▶

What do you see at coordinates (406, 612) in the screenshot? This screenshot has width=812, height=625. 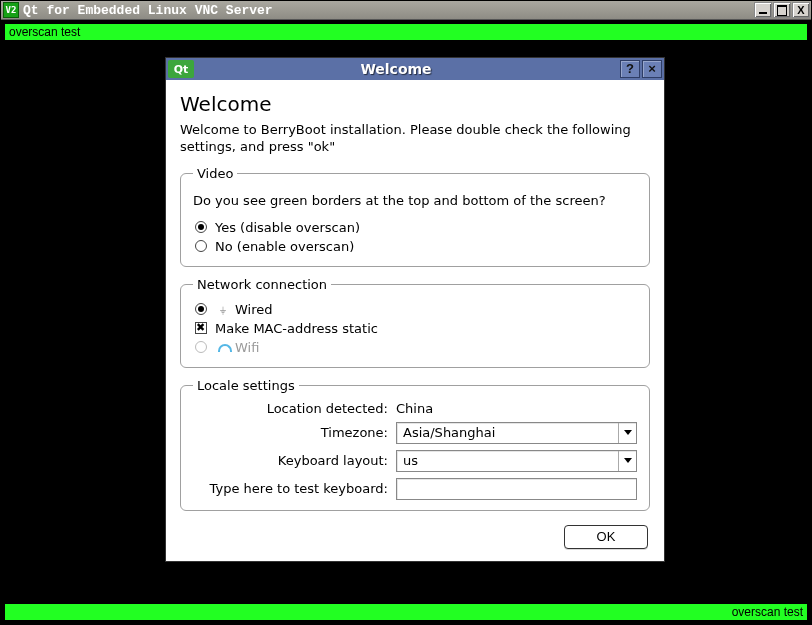 I see `overscan-bar-bottom: overscan test` at bounding box center [406, 612].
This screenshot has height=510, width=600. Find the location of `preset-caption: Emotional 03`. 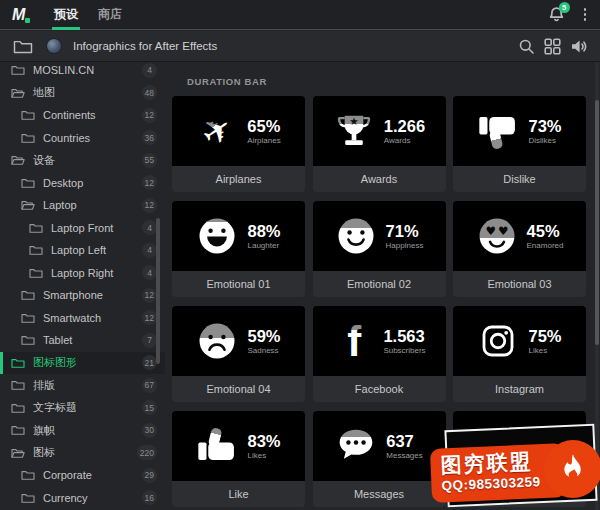

preset-caption: Emotional 03 is located at coordinates (520, 284).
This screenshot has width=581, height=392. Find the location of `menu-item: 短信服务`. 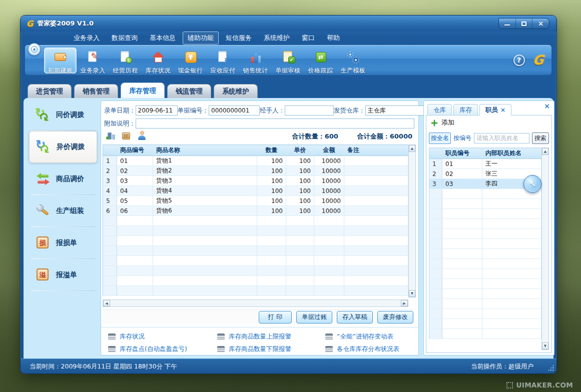

menu-item: 短信服务 is located at coordinates (239, 38).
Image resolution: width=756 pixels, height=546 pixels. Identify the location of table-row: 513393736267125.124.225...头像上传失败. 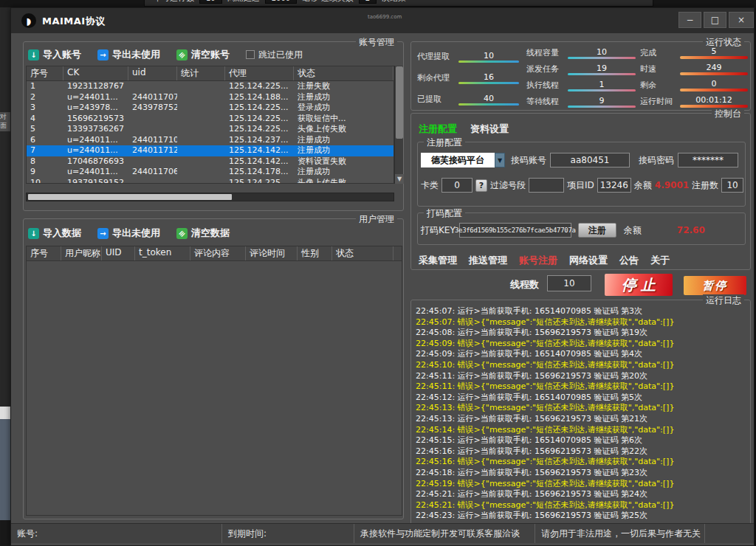
(210, 130).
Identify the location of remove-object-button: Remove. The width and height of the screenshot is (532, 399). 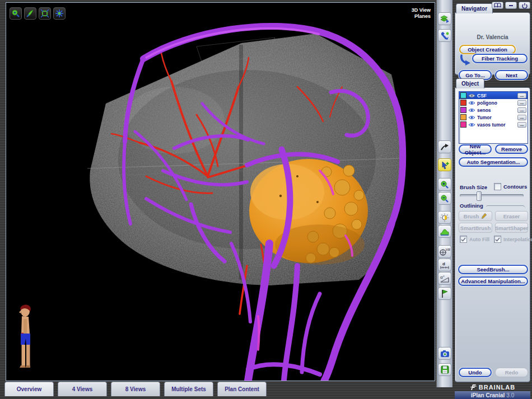
(512, 149).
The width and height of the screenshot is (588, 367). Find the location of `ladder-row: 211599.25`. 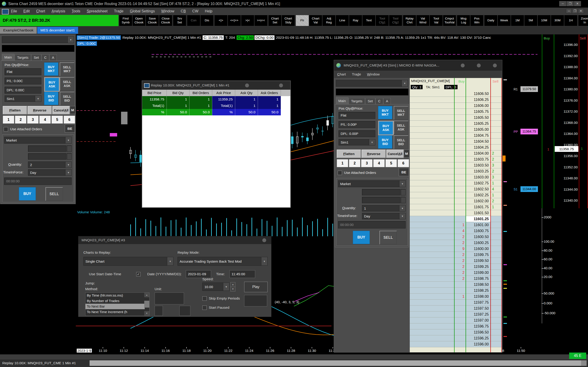

ladder-row: 211599.25 is located at coordinates (456, 267).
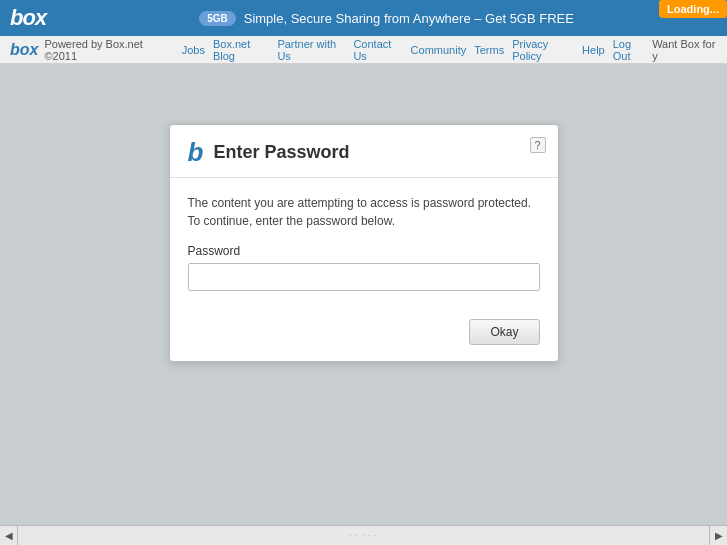 This screenshot has width=727, height=545. Describe the element at coordinates (364, 277) in the screenshot. I see `password-input` at that location.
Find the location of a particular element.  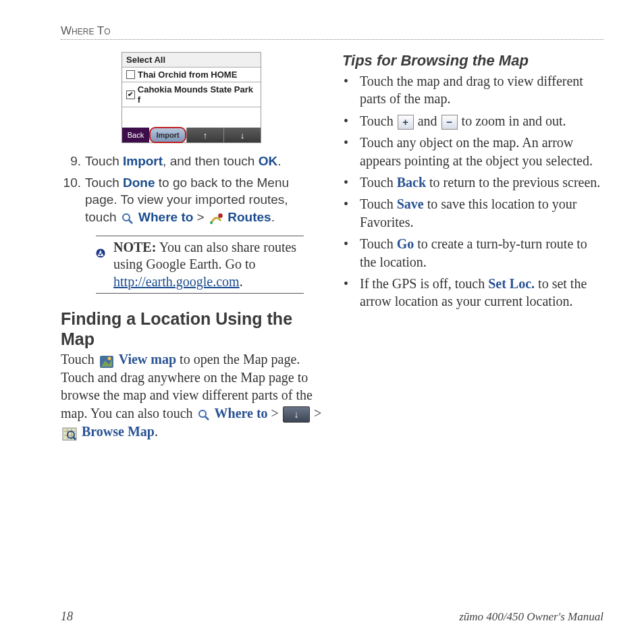

tip-text: Touch the map and drag to view different… is located at coordinates (482, 90).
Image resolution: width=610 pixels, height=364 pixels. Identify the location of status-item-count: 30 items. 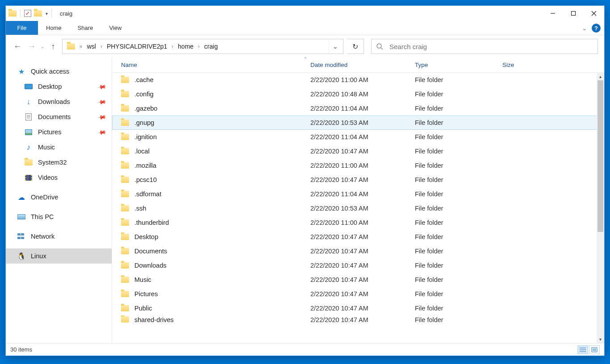
(21, 350).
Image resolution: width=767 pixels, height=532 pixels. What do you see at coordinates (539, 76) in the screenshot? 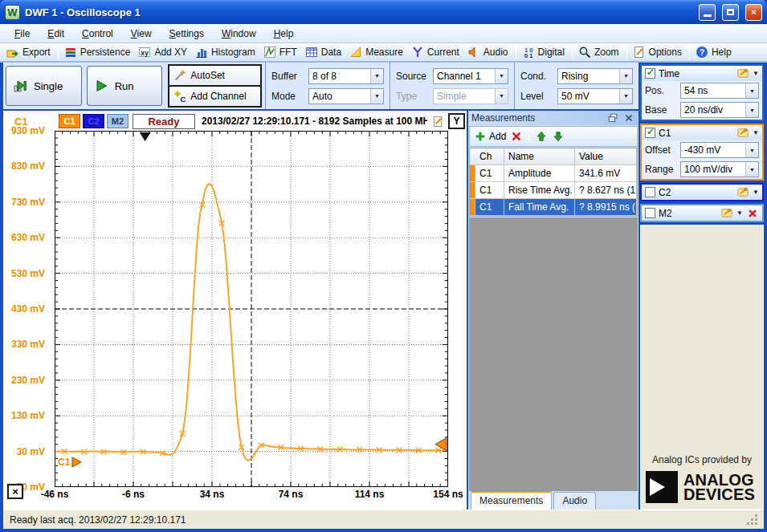
I see `cond-label: Cond.` at bounding box center [539, 76].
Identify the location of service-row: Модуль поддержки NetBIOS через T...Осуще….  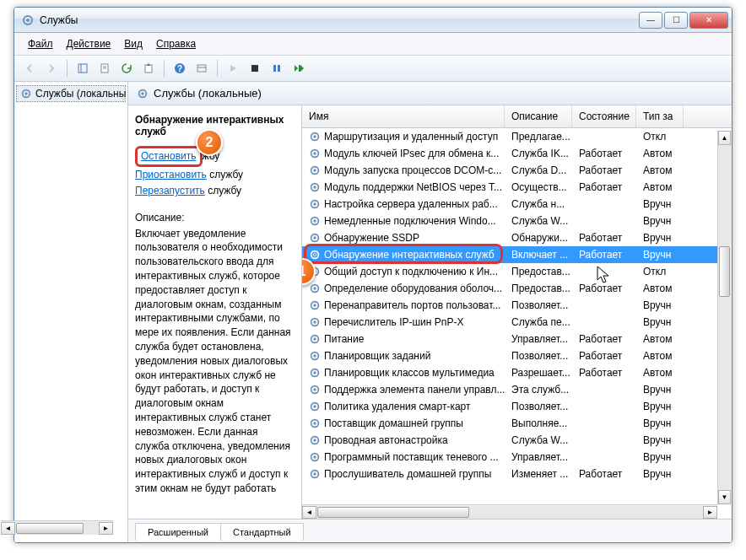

◀

▶ **Directions for this task**: Give again, word for word, the lines from the one containing "Identify the location of remove-object-button: Remove." through the last line of the entries, with pictures omitted and nothing added.

▶ **Exercise result**:
Identify the location of remove-object-button: Remove. The width and height of the screenshot is (532, 399). 
(512, 149).
The width and height of the screenshot is (588, 367). Find the location of `ladder-row: 211599.25`. 

ladder-row: 211599.25 is located at coordinates (456, 267).
 This screenshot has width=727, height=545. Describe the element at coordinates (364, 277) in the screenshot. I see `password-input` at that location.
Find the location of a particular element.  

tip-text: Touch the map and drag to view different… is located at coordinates (482, 90).
Image resolution: width=610 pixels, height=364 pixels. Identify the location of status-item-count: 30 items. 
(21, 350).
Image resolution: width=767 pixels, height=532 pixels. What do you see at coordinates (539, 76) in the screenshot? 
I see `cond-label: Cond.` at bounding box center [539, 76].
Identify the location of service-row: Модуль поддержки NetBIOS через T...Осуще….  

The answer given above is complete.